Friday, March 2, 2012

Fractured Modernity: Making of a Middle Class in Colonial North India

Fractured Modernity: Making of a Middle Class in Colonial North India. By Sanjay Joshi. New Delhi: Oxford University Press, 2001. xiv + 209 pp. Bibliography, notes, index. Cloth, $29.95. ISBN 0-19564562-6.

Fractured Modernity examines how men with little more than a formal education and literary abilities, namely, the middle class, were able to shape modes of conduct and modern politics in colonial India (18571947). The author, Sanjay Joshi, uses the north Indian city of Lucknow as a case study. Describing middle-class participation in the public sphere, Joshi advances three theses on the social history of colonial north India. First, being middle class was a cultural project. Second, middle-class discourse on modernity had greater autonomy and political agency than has been allowed in standard perspectives such as postcolonial historiography. And third, the discourse was full of contradictions.

Lucknow was the erstwhile capital of the Awadh state, the last of the independent states to be added to British India (in 1856). In the old order, members of a "service gentry" of court officials and literary figures drawn from Hindu upper castes and ashraf (well-born) Muslims held positions of respectability. The middle class in colonial Lucknow originated primarily in this group. But two things made it different from the older elite: western-style education and new forms of communication, such as newspapers. The former introduced ideas such as utilitarianism and bred solidarity among the products of this educational system. The latter, mainly public newspapers, which were accessible and largely uncensored, supplied the means of expression that shaped a public sphere. Through the use of such media, a group of literate men came to define a moral, cultural, and political code, and in turn, projected themselves as the new middle class.

Their rhetoric drew upon tradition and laid claim to modernity, albeit a "fractured" one that contained contradictory ideas of equality and hierarchy. Aspirations to respectability and the desire to emulate the nobility and gentry were central to their rhetoric. While placing limits on the ability of the lower classes to become respectable, the middleclass, through its politics, often opened up possibilities of wider social involvement. New ideas of womanhood and respectability contributed to the decline of the courtesans of Lucknow, who had represented high culture in the old order but now symbolized the indolence of the nobility. Women's emancipation from the excesses of patriarchy was advocated, but so was subordination to patriarchal norms. Attempts to recover a monolithic Hinduism from multiple beliefs and practices held the potential to build bridges across castes and to become a tool of empowerment vis-a-vis the colonial state, but such attempts also showed the middle class to think differently from other social groups.

Joshi's main argument is that the public sphere is the key to understanding the middle class. An educated elite had existed in India before colonialism. The new phenomenon in colonial India was the appearance of an educated elite representing itself as the middle class and using its literary abilities to construct a public sphere and carve out its own political role. Use of the rhetoric of difference to empower itself demarcates a middle class. Joshi criticizes the "postcolonial" thesis in the writings of some of the Subaltern Studies historians, which holds that the rhetoric of difference represented a withdrawal of the middle class from a public sphere dominated by the colonists and expatriates. Far from constituting a retreat into the private domain, middle-class discourse was both political and self-directed, serving to draw the private out into the public arena.

His critique is well taken. But Joshi's main thesis-that being middle class was primarily a cultural project-appears overdrawn. The middle-class modernity that led to rethinking and debates on equality, women's emancipation, and religious and social reforms is portrayed here rather too fashionably as role-playing. In reality, literacy among women was almost certainly rising, illustrating a greater societal willingness to practice fairness. Thus, it is not just the talk about modernity, but modernity's real achievements that distinguish the new middle class from both the older educated elite and the propertied and laboring classes. In short, Joshi does not succeed in justifying his decision to neglect the actual changes taking place in middle-class lives in order to focus on rhetoric, representation, and the newspaper writings of a few articulate men. His emphasis on expression as the defining trait of the middle class has other problems too. All classes wrote political essays in British India. How do we decide where the middle class began or ended and which voices within the middle class were representative and authentic amidst all this clamor?

That said, Joshi's analytical contribution-the critique of the "derivative discourse" thesis-remains persuasive and important. Fractured Modernity accomplishes even more. It is a substantial monograph on a largely unexplored dimension in the social history of colonial north India.

[Author Affiliation]

Tirthankar Roy is professor at the Gokhale Institute of Politics and Economics in Pune. He is the author of three books and many articles on the economic and social history of colonial India, including Traditional Industry in the Economy of Colonial India (1999).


Task —
Look through the listing for the string "name" and copy out every line that holds it.

Dataset records —

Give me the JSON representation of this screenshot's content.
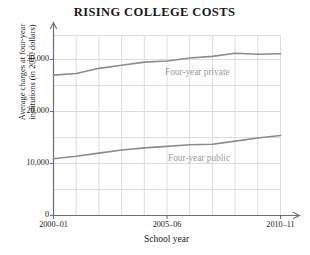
{
  "chart_data": {
    "type": "line",
    "title": "RISING COLLEGE COSTS",
    "xlabel": "School year",
    "ylabel": "Average charges at four-year\ninstitutions (in 2010 dollars)",
    "x": [
      "2000–01",
      "2001–02",
      "2002–03",
      "2003–04",
      "2004–05",
      "2005–06",
      "2006–07",
      "2007–08",
      "2008–09",
      "2009–10",
      "2010–11"
    ],
    "xtick_labels": [
      "2000–01",
      "2005–06",
      "2010–11"
    ],
    "xtick_indices": [
      0,
      5,
      10
    ],
    "ytick_labels": [
      "0",
      "10,000",
      "20,000",
      "30,000"
    ],
    "ytick_values": [
      0,
      10000,
      20000,
      30000
    ],
    "ylim": [
      0,
      35000
    ],
    "grid": true,
    "legend_position": "inline-labels",
    "series": [
      {
        "name": "Four-year private",
        "label": "Four-year private",
        "color": "#8c8c8c",
        "values": [
          27000,
          27300,
          28300,
          28900,
          29500,
          29700,
          30300,
          30600,
          31200,
          31000,
          31100
        ]
      },
      {
        "name": "Four-year public",
        "label": "Four-year public",
        "color": "#8c8c8c",
        "values": [
          10900,
          11400,
          12000,
          12600,
          13000,
          13300,
          13600,
          13700,
          14300,
          14900,
          15400
        ]
      }
    ],
    "colors": {
      "grid": "#d8dee6",
      "axis": "#6e6e6e",
      "line": "#8c8c8c",
      "text": "#171717",
      "series_label": "#9a9a9a"
    }
  }
}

Task output —
        "name": "Four-year private",
        "name": "Four-year public",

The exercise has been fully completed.